12.11.2010

On My Nightstand: December Edition

Reader,

I am ensconced in my bedroom at my Saturday writing desk, which is a card table (weekdays I write at my real desk before anyone's awake, but on Saturdays I need to be Behind A Door if I want to get anything done).  Snow is falling, blowing, drifting -- we are supposed to get 9 to 16 inches yet today.  It seems like a perfect day for reading and writing.

And speaking of reading, here's what I've been reading since my last Nightstand post:

In poetry:

The Body Mutinies by Lucia Perillo
I bought this because I knew this poet has lived with a chronic and debilitating illness (MS), and wanted to see how she treated illness in her poetry.  I believe this is her first collection of poems, although she has had several since, including Inseminating the Elephant which won the Pulitzer.  These poems were hard for me.  Many are long, and I admit I don't have a lot of patience for long poems.  There's a little voice in my head that says "For heaven's sake, if you can't say it in one page, write prose!"  I consider this to be a defect of the reader, not the writer, and yet my bias did keep me from enjoying this collection as much as I enjoyed:

Loon Cry by Fleda Brown
Fleda Brown's family has summered in the same area of Northern Michigan that my family of origin calls home since 1918 (we are Johnny-come-latelys in comparison).  Loon Cry is a collection of her Michigan poems, which she put together as a fund raiser for a local watershed council.  Several of the poems are from her Reunion collection which I wrote about here, but they have found a beautiful new home in Loon Cry.  I love the arc of this collection, which for me weaves a story of family, place, and the self navigating the waters of family and place.  I'm impressed with Brown's startling metaphors, and her way of taking surprising turns from everyday scenes and subjects.  Here's an excerpt from what may be my favorite poem in the collection, "Letter Home":

"Grass River is a snake on the tongue.
You, love, a thousand miles down
the map, many turns.  Meanwhile,
I am plunging ahead here through
forget-me-nots, marsh marigolds,
Joe Pye weed, and underneath,
the bright fur of mosses,
moss over moss, tangled, unspoken,
this great green marsh bleeding
everywhere."

I must also mention Half Wild by Mary Rose O'Reilley, which won the Walt Whitman award in 2005.  We've been reading selected poems from this collection in my Monday group, and I am wild for Half Wild.  I've resisted buying it until after a certain holiday comes and goes, but this is top on my list for 2011.  Her poems are small, quiet, and penetrating.  Many are set in the natural world, which she uses to bring us to insight and spiritual truth.  I can't say much about the arc of the collection as a whole, since I've only read bits.  From "We Keep Asking the Prairie":

"Hawks circle,
abandoned to updraft,
river birch gather to practice jumps.

As if we all come here to fall
and take off again,
tumblers in love."

Abandoned to updraft!  Tumblers in love!  Sigh......


And on to other genres:

I've Heard the Vultures Singing:  Field Notes on Poetry, Illness, and Nature by Lucia Perillo, and Driving With Dvorak:  Essays on Memory and Identity by Fleda Brown.  Both are collections of personal essays.  It was interesting to read the essay collections alongside the poetry collections and to hear the echoes of the poet voice in the essays, and vice versa.  I enjoyed both collections.  They were well-written and brave.  By that I guess I mean both authors took on tender, difficult subjects and invited us (readers) into them.

Animal Vegetable Miracle: A Year of Food Life by Barbara Kingsolver, with Stephen Hopp and Camille Kingsolver.  This is a story of the Kingsolver-Hopp family's quest to eat only locally-available food for one year.  They grow much of their food themselves, and procure the rest from nearby farmers/suppliers.  One thing I appreciate about the book is that the writing is clear and authoritative without being preachy.  In fact, the more I read, the more I wished this woman was my neighbor because I think she'd be really fun to talk to.  She almost lost me, though, when about two-thirds of the way into the book there had been no sibling arguments, complaints about sweet potatoes, ornery child-garden-weeders, or raised voices.  Then, blessedly, she devotes a few pages to the realities of family life amidst the local foods quest, and I can believe in her again.  The book really made me think about what food is: fuel for the body.  And also about the wisdom in the food ways of the past:  eat food (not chemicals, fillers, flavors), eat it while it's fresh, prepare it together, preserve what you can't use now for scarcer times, tread lightly on the earth in your growing and consuming of food.


In other news:
I think it's safe now to (at least temporarily) retire the fever-reducer and tympanic thermometer that are also on my nightstand.  Amen.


• _Problem_
Please copy out each line of the listing that contains the word "right".
── Data to process ──
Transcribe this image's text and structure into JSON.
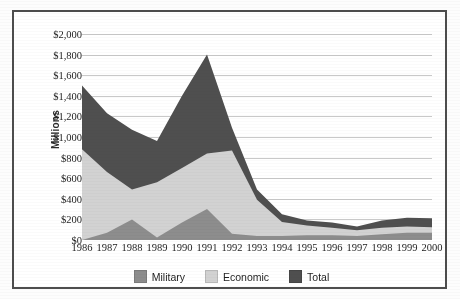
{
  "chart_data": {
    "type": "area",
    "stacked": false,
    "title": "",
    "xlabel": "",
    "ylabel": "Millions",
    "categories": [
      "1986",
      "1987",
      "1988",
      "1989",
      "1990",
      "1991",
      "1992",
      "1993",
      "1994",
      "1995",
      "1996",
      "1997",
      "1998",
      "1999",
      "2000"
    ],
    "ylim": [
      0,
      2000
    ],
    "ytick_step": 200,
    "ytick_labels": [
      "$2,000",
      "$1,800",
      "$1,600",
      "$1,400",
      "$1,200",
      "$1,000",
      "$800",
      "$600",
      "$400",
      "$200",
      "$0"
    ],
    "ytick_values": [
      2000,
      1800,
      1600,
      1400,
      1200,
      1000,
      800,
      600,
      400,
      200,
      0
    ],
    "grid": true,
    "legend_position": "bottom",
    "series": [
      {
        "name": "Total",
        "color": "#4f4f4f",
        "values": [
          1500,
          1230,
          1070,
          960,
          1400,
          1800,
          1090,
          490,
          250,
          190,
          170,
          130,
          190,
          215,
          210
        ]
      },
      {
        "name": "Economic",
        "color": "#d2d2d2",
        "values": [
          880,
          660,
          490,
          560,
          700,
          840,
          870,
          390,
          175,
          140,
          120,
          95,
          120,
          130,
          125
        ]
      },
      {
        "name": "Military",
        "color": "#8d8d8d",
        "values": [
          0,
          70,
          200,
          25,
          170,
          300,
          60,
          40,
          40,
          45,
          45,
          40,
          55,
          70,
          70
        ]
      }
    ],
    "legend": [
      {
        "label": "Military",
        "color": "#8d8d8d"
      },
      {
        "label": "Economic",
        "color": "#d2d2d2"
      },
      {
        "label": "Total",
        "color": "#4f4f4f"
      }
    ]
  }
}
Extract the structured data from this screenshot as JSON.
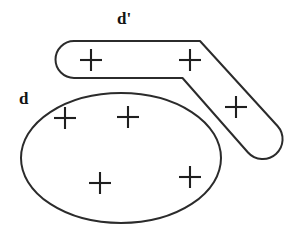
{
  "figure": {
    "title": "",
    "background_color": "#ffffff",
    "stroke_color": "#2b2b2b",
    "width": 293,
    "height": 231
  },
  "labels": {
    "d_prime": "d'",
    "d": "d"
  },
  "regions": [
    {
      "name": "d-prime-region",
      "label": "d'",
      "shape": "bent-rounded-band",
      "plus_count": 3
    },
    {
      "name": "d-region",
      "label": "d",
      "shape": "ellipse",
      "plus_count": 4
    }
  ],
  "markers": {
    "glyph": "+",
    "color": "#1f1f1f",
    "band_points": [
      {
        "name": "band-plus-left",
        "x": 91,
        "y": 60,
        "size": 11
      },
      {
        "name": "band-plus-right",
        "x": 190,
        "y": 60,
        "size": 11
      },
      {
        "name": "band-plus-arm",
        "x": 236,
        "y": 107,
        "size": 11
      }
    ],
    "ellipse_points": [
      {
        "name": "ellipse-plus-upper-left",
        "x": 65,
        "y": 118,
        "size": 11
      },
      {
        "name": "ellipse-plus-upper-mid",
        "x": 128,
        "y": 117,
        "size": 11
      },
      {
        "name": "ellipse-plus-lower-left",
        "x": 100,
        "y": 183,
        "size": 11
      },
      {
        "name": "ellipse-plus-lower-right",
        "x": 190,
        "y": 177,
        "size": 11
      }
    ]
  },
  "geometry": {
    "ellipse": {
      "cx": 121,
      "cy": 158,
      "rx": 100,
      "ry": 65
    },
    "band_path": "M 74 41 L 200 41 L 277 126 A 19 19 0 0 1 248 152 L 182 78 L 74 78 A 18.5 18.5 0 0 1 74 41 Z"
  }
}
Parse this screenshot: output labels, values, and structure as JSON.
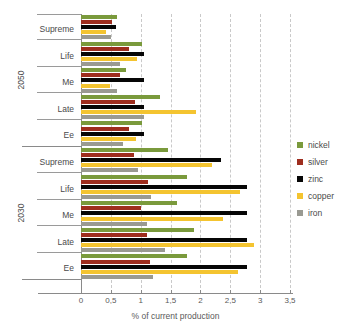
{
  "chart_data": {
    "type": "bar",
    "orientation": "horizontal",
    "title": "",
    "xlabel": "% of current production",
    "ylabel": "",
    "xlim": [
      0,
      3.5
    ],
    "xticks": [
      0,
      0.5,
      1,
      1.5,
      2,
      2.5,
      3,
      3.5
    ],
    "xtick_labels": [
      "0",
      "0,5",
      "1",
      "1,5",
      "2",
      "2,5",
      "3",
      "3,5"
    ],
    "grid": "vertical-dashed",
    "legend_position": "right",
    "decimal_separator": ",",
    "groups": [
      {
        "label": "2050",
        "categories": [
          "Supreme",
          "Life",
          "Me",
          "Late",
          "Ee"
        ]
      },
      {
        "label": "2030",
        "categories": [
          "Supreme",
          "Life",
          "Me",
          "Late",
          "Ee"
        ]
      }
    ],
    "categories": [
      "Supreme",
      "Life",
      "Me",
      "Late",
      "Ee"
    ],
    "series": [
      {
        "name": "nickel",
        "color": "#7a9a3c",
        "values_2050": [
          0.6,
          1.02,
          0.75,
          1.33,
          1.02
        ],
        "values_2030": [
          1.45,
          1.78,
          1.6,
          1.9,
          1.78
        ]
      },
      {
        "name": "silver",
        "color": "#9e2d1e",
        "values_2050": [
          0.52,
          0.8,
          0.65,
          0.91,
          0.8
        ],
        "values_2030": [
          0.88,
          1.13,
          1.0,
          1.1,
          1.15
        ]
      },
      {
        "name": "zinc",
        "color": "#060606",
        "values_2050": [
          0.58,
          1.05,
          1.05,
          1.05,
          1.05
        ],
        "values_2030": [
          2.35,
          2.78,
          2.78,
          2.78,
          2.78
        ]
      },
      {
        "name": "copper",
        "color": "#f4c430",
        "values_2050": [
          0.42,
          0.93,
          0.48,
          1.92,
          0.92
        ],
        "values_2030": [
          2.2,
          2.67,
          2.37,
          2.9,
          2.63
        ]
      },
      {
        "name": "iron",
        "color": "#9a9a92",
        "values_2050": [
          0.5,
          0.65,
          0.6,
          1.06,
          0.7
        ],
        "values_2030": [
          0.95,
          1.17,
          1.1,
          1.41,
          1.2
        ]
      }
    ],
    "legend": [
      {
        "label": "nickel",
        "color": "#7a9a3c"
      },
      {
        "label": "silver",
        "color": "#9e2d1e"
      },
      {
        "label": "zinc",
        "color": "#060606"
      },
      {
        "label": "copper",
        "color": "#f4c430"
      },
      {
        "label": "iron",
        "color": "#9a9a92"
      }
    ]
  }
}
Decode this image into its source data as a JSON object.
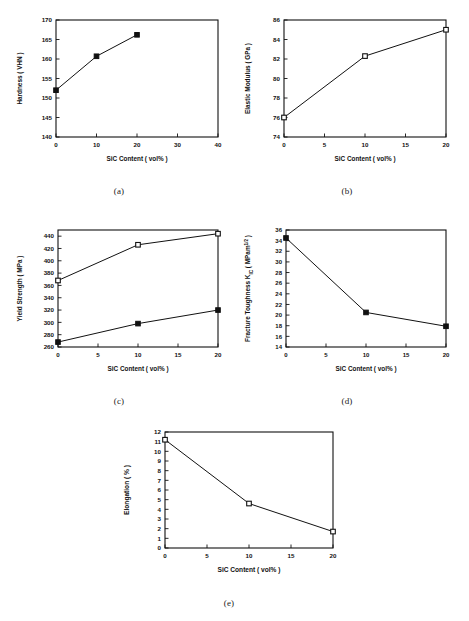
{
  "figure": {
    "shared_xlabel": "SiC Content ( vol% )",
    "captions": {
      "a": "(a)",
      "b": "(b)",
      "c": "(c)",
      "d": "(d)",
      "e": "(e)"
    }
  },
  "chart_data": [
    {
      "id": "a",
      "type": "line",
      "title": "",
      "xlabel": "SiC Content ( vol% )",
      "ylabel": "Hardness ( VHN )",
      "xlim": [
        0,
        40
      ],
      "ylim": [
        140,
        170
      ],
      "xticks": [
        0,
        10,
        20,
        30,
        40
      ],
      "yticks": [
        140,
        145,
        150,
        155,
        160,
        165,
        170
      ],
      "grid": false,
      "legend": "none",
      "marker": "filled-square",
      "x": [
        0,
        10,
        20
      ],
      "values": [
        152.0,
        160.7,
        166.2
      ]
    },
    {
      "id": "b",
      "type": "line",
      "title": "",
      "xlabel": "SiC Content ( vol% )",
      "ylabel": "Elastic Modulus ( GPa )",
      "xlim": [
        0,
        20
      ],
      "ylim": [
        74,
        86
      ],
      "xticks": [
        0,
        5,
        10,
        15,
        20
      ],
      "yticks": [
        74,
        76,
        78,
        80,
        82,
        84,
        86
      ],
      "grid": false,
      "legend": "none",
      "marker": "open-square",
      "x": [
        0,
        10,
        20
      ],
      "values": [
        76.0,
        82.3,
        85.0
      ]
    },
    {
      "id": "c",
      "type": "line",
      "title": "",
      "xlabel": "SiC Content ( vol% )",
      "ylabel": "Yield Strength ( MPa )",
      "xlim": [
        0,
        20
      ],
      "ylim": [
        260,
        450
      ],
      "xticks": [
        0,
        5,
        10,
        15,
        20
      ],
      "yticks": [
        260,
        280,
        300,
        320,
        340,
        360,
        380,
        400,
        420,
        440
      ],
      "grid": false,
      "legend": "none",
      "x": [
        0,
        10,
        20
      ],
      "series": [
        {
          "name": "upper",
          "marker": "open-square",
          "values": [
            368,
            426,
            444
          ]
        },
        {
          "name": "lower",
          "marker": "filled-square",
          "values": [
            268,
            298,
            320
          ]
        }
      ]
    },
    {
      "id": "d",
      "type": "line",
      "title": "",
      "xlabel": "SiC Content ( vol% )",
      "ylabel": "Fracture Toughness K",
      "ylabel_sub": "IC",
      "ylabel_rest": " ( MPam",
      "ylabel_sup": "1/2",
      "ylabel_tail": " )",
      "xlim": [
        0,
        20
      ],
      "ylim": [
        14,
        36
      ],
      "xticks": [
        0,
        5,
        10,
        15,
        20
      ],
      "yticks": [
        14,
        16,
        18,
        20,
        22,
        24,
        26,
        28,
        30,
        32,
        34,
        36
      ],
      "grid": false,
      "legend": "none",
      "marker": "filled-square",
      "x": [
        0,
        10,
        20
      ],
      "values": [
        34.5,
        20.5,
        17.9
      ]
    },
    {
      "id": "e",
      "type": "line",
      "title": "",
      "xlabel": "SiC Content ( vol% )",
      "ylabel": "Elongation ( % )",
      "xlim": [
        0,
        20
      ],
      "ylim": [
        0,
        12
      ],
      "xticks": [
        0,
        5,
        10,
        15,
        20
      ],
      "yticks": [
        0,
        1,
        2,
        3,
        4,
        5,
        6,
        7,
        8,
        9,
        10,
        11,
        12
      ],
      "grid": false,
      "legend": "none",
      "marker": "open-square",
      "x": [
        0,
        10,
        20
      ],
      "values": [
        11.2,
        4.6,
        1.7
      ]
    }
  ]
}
───
• _Exercise response_
        "name": "band-plus-right",
        "name": "ellipse-plus-lower-right",
    "legend_position": "right",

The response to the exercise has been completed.